Lineage-specific conservation of regulatory regions (Table S4) was determined for primates, rodents, ungulates, and carnivores using a similar strategy as that for highly conserved elements (FigureĀ 6). ChIP-seq enriched regions were compared between a reference species (human, mouse, cow, and dog) and other species in the clade using either the EPO multiple alignment when possible or pairwise Lastz alignments otherwise. Elements functionally conserved across the high-quality genomes in each lineage, but not in any other species, were identified for each histone mark (i.e., in human, macaque, and marmoset for primates; mouse, rat, and rabbit for rodents; cow and pig for ungulates; and dog and cat for carnivores). These were then categorised into lineage-specific promoters and enhancers based on their dominant histone mark enrichment across species within the clade, as described above.
Recently evolved promoters and enhancers were determined for a reference species in each lineage (human, mouse, cow, and dog). Enriched regions in the reference species that showed functional conservation in any alignable species were discarded. The number of species that were used for comparison with each reference species was 18 (human), 12 (mouse), 12 (cow) and 10 (dog). These include: (1) nine species in the 13 eutherian mammals EPO multiple alignment, (2) other species within the clade, evaluated with ad hoc LastZ pairwise alignments with the reference species (e.g., mouse-guinea pig, mouse-naked mole rat and mouse-tree shrew) and (3) all other species but naked mole rat for human, using pairwise LastZ alignments. Recently evolved elements were then categorised into promoters and enhancers by overlapping the two histone marks in each reference species.
Recently evolved elements were similarly identified for two non-reference species (naked mole rat and dolphin). When the number of genomic alignments available for a species was small (e.g., for dolphin, only alignments with human and cow were available), we additionally mapped the promoters and enhancers of the species of interest to their orthologous locations in the reference species of its clade (in this case, cow) and tested whether they correspond to marked regions in any other species in the EPO alignment.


_How to complete this task_
The required output is the lines from the one with "Help me find human face in this image." through the end of the data, repeated verbatim, with no pictures included.
*** Begin section ***
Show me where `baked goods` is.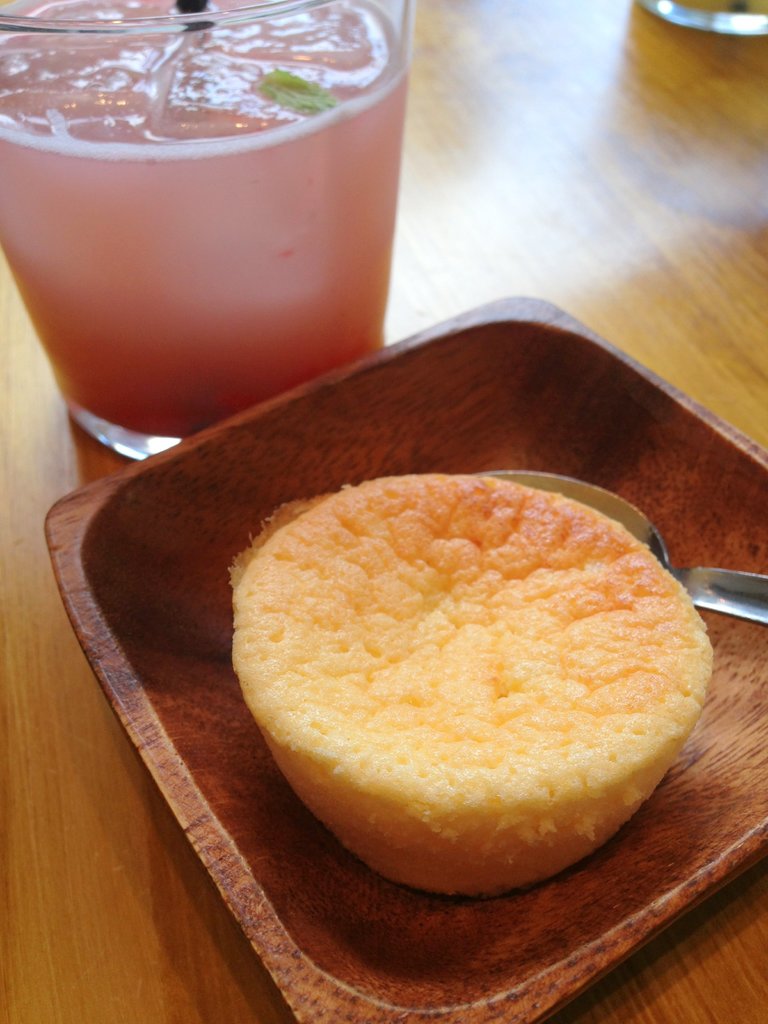
`baked goods` is at {"x1": 220, "y1": 472, "x2": 717, "y2": 900}.
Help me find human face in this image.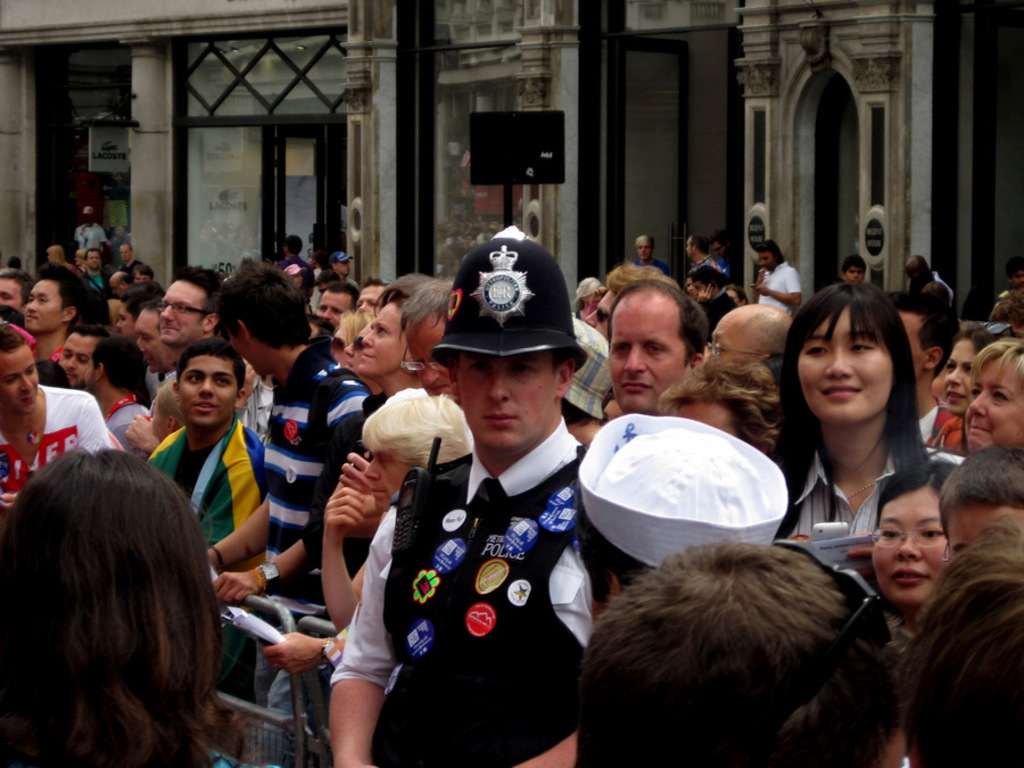
Found it: <bbox>947, 510, 1023, 560</bbox>.
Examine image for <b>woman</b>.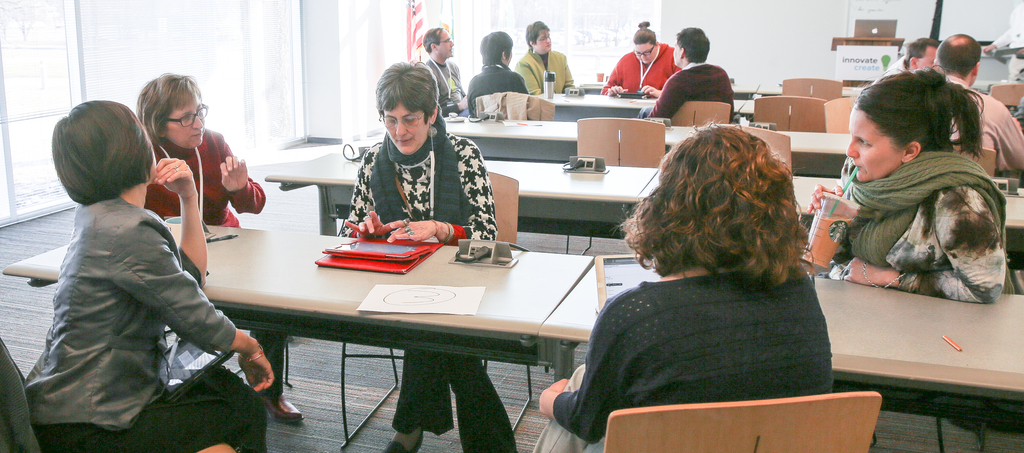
*** End section ***
_Expected answer_
Help me find human face in this image.
Found it: <bbox>947, 510, 1023, 560</bbox>.
Examine image for <b>woman</b>.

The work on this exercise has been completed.